The Drexel University School of Public Health recently hired Carol Ann Gross-Davis, MS, and Jennifer A. Taylor, PhD, MPH as assistant professors at the school's Department of Environmental and Occupational Health. The two new faculty members bring more than 30 years of combined experience in environmental assessment, patient safety and healthcare quality to the school.
Gross-Davis and Dr. Taylor join an already accomplished department of public health experts, and will teach courses and serve as faculty advisors for student practicum programs. They will also continue to conduct leading research in environmental and occupational health.
Dr. Taylor's research expertise includes occupational safety, patient quality improvement, healthcare workforce culture and injury epidemiology. She has acquired more than 15 years of experience in state government, hospital management and basic sciences. Her research extends to healthcare systems, public policy and enhancing occupational safety through workplace solutions. This includes promoting hospital safety through such policies as pay-for-performance and other non-punitive improvement incentives. Her research also addresses the association between workplace culture and injuries to patients and nurses.
Prior to joining the Drexel University School of Public Health, Dr. Taylor served as the Chief of Health Statistics and Data Management for the State of New Hampshire. She also served as the director of a CDC-funded program to establish emergency department data systems for injury surveillance at the Massachusetts Department of Public Health and other related positions. She received her PhD from the Johns Hopkins School of Public Health and her MPH from the Boston University School of Public Health.
Gross-Davis, joins the School of Public Health through an Intergovernmental Personnel Agreement the Environmental Protection Agency (EPA), Region III office. She also served as an adjunct professor of biology at Drexel University.
Gross-Davis has been trained in the field of environmental science and engineering and uses these principles to execute environmental policy and regulations to address environmental quality and its connection to quality of life. She has 16 years of experience as an environmental scientist for the EPA, where she focused on implementing and developing regulations/policies for a broad range of environmental programs at the federal, state and local levels. The initiatives included the Brownfields and Hazardous Waste programs, Water Management Program and the Partnerships and Innovation with Stakeholders division.
Gross-Davis received her Master of Science in Engineering from Drexel University, and Bachelor of Science from Cabrini College.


▶ [Exercise]:
Every line containing "horizontal" should be identified and copied from the data below.

▶ [Task input]:
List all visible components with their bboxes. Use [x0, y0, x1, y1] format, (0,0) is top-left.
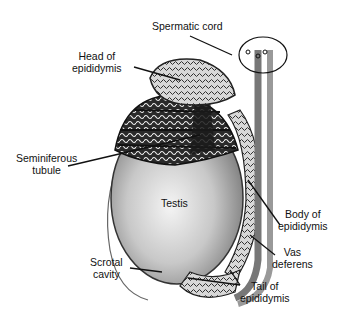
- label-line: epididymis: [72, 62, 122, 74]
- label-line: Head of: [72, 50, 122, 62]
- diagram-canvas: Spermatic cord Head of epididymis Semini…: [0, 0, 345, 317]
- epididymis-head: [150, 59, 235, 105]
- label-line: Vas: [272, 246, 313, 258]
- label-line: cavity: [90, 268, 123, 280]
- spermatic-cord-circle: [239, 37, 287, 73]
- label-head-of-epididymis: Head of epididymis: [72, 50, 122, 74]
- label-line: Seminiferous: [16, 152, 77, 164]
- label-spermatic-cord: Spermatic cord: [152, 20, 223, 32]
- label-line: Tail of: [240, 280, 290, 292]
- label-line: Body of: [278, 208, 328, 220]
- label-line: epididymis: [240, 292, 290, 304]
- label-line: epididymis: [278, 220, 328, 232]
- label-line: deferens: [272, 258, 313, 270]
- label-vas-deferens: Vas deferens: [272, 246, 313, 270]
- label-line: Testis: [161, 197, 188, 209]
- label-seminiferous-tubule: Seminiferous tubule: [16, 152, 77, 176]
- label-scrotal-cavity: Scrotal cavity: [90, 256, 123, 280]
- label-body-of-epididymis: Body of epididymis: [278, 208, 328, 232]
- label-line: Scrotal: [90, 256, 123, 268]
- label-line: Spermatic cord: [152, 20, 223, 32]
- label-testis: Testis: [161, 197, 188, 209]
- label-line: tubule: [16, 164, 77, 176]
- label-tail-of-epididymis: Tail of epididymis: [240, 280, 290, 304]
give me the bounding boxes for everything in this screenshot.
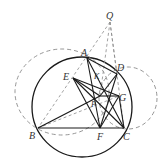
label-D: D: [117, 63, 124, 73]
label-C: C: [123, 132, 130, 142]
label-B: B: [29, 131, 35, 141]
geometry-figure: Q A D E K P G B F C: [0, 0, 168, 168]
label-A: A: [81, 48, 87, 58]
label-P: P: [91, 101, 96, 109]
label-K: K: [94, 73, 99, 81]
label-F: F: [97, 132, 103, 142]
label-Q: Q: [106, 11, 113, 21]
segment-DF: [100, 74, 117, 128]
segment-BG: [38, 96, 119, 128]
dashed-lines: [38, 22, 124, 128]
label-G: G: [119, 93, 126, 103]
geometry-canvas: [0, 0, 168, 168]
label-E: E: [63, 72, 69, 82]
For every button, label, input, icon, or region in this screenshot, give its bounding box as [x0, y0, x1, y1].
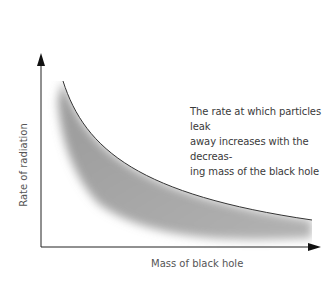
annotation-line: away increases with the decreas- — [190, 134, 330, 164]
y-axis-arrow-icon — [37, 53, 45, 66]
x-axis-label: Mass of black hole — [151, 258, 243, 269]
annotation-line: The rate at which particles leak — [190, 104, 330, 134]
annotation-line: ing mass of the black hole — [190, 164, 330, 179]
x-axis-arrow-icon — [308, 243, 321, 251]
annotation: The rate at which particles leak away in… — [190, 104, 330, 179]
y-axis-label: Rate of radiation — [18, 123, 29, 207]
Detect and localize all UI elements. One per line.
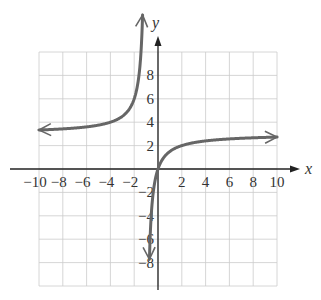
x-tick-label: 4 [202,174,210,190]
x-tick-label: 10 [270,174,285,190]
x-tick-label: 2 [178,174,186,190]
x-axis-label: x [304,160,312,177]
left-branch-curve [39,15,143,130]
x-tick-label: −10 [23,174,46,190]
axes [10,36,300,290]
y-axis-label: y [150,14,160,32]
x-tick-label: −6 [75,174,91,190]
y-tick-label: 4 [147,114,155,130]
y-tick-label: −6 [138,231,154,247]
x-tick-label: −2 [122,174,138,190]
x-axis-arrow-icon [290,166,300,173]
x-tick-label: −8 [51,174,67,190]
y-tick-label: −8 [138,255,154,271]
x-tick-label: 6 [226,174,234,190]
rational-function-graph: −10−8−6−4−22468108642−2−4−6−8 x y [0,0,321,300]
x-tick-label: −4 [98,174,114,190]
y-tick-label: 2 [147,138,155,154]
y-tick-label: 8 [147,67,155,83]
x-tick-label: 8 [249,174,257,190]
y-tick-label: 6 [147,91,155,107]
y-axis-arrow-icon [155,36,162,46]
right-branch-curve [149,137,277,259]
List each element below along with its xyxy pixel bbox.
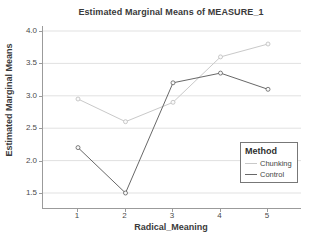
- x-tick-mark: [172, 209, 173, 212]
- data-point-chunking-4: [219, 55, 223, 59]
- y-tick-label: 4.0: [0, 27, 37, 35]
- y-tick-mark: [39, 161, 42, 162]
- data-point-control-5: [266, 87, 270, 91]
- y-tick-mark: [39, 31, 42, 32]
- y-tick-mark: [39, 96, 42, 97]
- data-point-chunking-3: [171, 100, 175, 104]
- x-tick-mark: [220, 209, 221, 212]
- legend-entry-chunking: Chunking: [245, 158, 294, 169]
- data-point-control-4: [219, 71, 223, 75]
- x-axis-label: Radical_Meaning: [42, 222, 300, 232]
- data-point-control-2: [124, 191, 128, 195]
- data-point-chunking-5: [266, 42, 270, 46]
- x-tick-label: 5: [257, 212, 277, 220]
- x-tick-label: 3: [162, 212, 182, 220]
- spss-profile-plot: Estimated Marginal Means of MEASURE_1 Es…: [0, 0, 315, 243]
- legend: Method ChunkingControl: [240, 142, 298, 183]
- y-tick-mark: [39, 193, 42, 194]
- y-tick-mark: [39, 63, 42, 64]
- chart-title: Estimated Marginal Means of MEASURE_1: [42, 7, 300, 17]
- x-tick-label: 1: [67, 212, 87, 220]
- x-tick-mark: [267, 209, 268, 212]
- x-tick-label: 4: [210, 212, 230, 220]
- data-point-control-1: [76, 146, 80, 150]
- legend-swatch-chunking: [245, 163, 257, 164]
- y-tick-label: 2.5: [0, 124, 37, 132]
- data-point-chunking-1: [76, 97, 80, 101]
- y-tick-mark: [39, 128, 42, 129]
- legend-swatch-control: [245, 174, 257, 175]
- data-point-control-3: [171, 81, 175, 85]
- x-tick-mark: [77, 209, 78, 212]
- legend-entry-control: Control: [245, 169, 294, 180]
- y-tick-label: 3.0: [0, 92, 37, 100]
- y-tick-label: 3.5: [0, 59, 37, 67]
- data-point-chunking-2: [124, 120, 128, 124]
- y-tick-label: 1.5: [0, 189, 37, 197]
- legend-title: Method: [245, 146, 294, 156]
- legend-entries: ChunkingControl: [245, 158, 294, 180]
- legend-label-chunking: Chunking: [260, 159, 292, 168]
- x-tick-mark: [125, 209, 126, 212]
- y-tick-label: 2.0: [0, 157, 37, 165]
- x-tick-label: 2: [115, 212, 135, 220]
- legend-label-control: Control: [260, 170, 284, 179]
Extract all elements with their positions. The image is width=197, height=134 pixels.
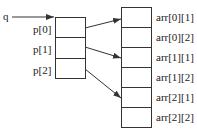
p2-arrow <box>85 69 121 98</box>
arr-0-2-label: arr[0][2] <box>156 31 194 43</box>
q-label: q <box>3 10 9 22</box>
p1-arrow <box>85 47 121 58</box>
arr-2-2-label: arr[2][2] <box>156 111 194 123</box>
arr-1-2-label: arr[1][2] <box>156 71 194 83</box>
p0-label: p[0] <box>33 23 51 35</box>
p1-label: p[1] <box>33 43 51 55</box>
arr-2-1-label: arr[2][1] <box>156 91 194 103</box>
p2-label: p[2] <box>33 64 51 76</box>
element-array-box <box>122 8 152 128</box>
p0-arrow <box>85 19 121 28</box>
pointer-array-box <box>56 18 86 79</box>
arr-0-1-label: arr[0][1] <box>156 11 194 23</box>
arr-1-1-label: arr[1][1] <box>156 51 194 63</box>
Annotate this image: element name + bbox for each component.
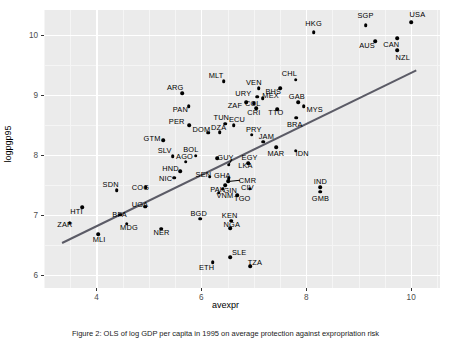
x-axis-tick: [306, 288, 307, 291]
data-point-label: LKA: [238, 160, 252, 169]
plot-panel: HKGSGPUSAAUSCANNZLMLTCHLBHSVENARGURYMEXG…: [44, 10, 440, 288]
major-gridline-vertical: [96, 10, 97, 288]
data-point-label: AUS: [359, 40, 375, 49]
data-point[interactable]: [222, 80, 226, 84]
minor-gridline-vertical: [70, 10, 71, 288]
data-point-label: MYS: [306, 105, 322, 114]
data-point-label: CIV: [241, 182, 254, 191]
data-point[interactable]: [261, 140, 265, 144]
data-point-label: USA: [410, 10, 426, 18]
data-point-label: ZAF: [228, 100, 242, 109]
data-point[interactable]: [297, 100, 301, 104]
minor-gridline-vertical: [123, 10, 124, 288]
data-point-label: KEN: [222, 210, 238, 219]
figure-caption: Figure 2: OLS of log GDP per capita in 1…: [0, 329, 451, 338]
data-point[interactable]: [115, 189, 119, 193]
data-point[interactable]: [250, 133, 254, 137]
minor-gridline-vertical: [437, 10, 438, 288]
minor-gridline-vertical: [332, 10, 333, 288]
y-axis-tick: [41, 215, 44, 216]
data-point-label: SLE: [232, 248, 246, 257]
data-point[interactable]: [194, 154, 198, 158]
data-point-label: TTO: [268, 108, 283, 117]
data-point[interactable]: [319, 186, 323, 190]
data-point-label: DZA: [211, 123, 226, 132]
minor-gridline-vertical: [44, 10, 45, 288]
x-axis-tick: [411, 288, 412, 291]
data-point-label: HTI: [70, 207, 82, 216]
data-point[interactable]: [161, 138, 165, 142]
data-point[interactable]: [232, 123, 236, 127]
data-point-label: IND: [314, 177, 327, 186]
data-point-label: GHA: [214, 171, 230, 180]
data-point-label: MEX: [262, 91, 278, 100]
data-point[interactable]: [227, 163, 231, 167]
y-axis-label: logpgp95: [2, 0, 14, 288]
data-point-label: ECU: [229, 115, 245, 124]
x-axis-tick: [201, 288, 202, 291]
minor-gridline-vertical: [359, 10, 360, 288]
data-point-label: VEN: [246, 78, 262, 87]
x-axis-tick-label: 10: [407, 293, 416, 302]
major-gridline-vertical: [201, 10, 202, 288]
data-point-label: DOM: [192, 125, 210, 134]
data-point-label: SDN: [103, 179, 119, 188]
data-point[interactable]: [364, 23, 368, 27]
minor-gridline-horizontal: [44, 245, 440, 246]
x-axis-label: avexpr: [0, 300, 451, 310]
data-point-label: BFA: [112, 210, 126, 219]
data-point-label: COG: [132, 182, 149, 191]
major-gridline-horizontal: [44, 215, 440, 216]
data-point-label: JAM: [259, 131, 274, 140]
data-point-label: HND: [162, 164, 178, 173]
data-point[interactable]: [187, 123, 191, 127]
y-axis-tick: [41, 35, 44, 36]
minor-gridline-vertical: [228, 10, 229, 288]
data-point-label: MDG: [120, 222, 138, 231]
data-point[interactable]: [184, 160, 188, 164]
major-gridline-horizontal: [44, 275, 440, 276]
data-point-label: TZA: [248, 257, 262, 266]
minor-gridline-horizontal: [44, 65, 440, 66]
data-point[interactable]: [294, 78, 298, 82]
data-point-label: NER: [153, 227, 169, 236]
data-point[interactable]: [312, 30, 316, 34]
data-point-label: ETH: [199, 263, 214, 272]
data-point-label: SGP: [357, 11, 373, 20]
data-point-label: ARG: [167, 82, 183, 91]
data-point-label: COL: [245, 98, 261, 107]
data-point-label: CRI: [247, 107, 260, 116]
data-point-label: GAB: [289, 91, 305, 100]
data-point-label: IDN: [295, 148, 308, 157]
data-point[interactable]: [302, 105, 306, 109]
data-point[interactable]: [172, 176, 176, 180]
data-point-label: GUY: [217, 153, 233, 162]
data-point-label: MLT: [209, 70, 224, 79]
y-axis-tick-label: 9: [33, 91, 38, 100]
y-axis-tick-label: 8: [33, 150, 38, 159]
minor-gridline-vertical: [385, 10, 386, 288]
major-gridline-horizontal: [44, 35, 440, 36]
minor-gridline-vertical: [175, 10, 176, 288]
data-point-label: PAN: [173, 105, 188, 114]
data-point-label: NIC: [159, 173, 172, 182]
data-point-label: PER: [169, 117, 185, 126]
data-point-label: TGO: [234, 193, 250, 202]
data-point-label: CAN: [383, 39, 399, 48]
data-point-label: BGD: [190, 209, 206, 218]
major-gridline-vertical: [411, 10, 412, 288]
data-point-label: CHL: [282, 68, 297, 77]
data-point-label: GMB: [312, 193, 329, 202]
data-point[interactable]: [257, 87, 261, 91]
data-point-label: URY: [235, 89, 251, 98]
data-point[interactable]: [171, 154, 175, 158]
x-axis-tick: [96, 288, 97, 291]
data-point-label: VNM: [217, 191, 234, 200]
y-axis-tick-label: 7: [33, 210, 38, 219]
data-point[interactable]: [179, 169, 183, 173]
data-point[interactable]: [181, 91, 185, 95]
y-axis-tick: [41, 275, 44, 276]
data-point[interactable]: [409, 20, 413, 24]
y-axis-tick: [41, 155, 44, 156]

--

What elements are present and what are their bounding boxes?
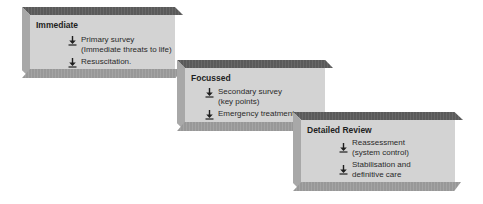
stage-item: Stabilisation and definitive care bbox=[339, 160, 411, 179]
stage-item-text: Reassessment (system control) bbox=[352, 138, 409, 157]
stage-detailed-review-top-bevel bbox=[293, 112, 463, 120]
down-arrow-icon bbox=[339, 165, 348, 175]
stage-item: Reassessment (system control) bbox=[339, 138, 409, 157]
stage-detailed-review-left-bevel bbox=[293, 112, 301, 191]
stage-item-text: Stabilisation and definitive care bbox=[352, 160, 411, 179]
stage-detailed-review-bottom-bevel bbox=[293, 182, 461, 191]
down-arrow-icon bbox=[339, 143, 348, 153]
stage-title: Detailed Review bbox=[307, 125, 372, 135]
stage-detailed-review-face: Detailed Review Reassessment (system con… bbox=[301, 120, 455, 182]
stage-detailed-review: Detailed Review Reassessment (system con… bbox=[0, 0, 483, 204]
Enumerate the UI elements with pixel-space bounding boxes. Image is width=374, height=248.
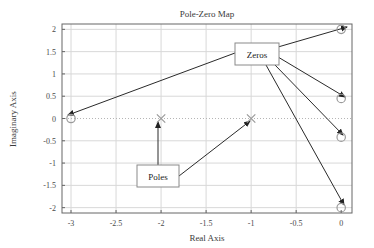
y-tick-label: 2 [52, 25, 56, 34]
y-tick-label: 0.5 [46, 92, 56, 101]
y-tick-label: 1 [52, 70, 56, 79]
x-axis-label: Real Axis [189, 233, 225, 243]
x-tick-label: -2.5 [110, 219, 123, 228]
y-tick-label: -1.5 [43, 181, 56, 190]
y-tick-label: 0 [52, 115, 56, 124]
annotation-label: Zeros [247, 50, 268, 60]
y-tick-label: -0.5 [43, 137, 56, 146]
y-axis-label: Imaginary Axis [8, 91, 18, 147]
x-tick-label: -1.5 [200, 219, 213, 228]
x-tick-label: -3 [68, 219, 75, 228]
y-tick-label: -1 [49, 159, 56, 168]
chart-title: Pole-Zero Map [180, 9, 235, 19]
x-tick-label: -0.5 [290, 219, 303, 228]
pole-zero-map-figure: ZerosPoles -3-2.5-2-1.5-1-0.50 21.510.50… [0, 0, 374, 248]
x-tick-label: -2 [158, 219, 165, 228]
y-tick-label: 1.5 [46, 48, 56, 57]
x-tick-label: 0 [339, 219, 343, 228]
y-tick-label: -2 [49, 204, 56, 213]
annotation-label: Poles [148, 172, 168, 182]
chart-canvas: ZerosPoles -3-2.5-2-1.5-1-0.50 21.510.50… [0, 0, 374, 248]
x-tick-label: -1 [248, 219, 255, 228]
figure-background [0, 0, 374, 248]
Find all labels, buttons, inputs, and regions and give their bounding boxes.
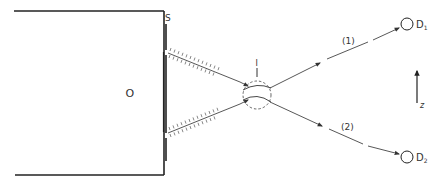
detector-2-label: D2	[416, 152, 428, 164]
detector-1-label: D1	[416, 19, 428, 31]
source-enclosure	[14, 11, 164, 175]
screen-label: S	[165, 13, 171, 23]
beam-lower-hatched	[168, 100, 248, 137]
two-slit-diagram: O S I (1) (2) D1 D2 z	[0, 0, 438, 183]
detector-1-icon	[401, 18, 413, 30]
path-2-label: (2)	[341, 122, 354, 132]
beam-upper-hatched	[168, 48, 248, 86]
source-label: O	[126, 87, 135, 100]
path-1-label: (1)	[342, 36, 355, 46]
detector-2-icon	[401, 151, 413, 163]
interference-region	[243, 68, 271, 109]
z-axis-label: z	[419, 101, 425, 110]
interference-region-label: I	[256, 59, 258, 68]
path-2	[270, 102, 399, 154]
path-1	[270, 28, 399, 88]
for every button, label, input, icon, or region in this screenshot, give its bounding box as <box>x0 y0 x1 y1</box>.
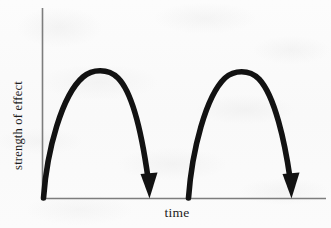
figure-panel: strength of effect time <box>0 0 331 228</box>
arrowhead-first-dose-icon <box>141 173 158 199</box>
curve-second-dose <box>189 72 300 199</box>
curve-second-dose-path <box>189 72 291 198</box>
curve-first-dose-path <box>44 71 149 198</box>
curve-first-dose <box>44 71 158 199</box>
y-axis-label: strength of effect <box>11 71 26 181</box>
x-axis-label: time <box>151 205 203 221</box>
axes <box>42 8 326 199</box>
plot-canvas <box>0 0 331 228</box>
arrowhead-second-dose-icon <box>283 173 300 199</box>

--

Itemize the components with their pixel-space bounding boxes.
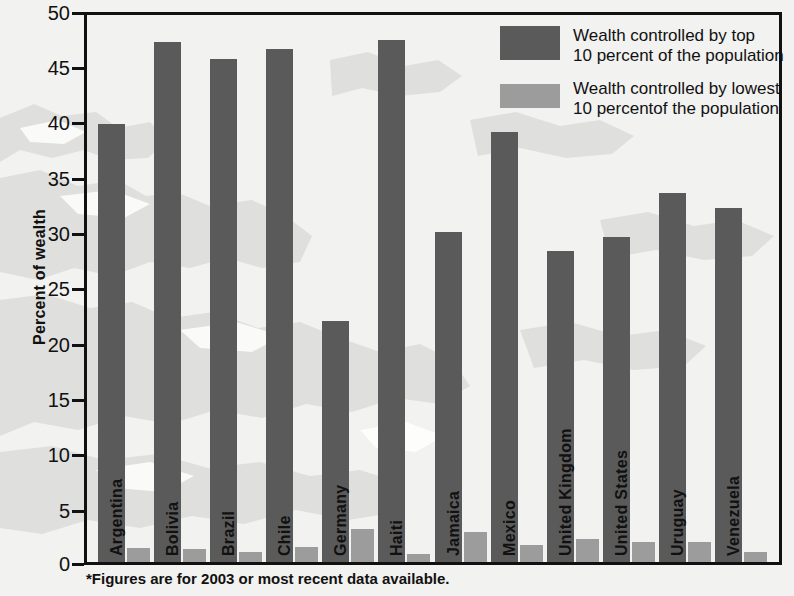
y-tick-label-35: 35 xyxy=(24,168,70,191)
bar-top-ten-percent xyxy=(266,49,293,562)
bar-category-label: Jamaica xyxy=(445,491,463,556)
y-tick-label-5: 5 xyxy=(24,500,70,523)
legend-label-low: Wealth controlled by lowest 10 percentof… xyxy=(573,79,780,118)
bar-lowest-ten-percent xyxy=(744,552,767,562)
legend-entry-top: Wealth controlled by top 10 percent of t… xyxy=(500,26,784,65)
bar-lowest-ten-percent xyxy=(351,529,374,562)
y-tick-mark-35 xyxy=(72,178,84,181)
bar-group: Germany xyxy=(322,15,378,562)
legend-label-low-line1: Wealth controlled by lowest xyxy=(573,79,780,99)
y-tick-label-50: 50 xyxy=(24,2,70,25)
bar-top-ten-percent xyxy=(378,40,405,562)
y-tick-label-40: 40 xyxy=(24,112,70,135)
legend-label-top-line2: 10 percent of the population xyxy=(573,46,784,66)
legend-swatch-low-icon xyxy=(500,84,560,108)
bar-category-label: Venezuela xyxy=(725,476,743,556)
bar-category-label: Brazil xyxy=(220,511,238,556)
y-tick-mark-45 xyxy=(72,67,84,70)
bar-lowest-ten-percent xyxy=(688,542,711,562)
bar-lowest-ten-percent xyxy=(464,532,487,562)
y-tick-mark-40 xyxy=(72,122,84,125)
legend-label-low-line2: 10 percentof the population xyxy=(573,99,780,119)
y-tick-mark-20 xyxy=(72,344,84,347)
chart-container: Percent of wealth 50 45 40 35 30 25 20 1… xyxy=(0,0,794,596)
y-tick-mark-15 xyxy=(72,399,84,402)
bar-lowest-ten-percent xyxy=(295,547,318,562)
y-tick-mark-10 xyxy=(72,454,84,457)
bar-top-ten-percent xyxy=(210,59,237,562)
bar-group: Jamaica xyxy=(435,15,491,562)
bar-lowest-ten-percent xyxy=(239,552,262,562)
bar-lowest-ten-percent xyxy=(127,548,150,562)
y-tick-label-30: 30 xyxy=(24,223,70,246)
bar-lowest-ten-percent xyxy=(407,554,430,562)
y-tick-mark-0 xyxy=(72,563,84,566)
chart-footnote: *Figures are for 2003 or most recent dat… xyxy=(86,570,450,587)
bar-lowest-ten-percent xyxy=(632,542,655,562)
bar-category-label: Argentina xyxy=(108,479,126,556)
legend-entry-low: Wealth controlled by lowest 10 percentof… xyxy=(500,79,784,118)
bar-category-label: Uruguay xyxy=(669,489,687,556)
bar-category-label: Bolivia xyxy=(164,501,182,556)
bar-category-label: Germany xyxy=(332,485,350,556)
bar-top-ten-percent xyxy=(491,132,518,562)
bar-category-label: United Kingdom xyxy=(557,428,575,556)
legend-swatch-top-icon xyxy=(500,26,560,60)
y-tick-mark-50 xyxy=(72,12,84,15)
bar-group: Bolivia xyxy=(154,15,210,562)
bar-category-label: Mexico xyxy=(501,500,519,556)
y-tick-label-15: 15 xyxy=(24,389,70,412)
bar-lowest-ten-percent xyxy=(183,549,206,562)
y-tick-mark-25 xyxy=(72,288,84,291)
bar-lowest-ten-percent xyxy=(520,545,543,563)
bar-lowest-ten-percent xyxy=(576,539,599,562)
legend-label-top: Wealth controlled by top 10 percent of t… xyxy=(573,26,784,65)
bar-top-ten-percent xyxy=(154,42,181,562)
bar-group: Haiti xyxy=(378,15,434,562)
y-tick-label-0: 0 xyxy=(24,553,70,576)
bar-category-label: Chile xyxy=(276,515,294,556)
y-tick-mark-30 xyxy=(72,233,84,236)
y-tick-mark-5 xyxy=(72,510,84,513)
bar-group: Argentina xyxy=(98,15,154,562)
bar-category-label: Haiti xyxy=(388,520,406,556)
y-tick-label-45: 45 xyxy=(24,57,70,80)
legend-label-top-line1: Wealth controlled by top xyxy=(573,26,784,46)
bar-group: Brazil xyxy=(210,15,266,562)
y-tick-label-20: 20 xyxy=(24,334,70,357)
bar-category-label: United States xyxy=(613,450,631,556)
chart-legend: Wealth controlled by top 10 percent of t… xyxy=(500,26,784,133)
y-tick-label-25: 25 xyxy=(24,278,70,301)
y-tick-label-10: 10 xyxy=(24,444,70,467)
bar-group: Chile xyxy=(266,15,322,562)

▶ [Task answer]:
minor-gridline-horizontal: [44, 245, 440, 246]
major-gridline-horizontal: [44, 215, 440, 216]
major-gridline-horizontal: [44, 275, 440, 276]
minor-gridline-horizontal: [44, 65, 440, 66]
major-gridline-horizontal: [44, 35, 440, 36]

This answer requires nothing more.